Speak only that which will bring you honor.
Build the raft of meditation and self-discipline, to carry you across the river. There will be no ocean, and no rising tides to stop you; this is how comfortable your path shall be.
O my heart! Love God as the chatrik loves the rain drops, Who even when fountains are full and the land green, Is not satisfied as long as it cannot get a drop of rain.
Whatever be the qualities of the man with whom a woman is united according to the law, such qualities even she assumes, like a river, united with the ocean.
My life was hurrying, racing tragically toward its end. And yet at the same time it was dripping so slowly, so very slowly now, hour by hour, minute by minute. One always has to wait until the sugar melts, the memory dies, the wound scars over, the sun sets, the unhappiness lifts and fades away.
To work for the common good is the greatest creed.
In the largest scheme of things, just as no one has the right to tell us our true value, no one has the right to tell us what we truly owe.

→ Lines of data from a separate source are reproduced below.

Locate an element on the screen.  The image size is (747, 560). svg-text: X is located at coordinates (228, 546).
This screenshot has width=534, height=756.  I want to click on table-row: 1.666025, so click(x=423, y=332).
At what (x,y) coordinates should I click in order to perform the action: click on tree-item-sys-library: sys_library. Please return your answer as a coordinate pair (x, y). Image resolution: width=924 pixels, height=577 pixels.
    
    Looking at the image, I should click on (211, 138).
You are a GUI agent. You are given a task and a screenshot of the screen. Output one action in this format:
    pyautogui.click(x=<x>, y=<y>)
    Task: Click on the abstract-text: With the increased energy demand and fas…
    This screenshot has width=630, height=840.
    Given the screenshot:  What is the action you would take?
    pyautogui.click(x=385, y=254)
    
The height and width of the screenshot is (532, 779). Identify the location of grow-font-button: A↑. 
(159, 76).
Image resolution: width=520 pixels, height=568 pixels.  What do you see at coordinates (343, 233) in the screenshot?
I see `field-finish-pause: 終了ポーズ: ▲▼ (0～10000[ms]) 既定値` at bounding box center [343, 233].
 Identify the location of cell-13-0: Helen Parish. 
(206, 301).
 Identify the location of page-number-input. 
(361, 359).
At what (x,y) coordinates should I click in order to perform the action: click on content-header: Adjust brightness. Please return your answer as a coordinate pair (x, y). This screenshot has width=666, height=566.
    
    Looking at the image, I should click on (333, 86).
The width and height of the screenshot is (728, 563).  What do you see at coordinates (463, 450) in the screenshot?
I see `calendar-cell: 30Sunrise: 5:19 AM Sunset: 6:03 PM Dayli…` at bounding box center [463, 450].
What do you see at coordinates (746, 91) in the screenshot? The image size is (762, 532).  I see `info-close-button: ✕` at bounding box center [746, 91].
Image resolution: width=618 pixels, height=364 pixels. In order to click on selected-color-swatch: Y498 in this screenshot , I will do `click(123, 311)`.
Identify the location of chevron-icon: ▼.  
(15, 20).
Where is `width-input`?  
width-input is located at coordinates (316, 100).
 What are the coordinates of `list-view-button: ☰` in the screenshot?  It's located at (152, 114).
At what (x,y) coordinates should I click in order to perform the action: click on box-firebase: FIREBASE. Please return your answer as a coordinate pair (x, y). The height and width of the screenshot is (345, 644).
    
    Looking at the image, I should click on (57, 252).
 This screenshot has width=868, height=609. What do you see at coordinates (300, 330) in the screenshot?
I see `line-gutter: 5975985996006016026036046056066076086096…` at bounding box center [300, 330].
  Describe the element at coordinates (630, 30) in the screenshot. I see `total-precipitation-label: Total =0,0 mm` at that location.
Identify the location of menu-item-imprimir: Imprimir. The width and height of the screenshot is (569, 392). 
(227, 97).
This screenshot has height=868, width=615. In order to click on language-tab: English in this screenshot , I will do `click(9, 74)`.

Mysticism and exaggeration go together. A mystic must not fear ridicule if he is to push all the way to the limits of humility or the limits of delight.
The paradoxes of today are the prejudices of tomorrow, since the most benighted and the most deplorable prejudices have had their moment of novelty when fashion lent them its fragile grace.
The argument is made that naming God is never really naming God but only naming our understanding of God. To take our ideas of the divine and hold them as if they correspond to the reality of God is thus to construct a conceptual idol built from the materials of our mind.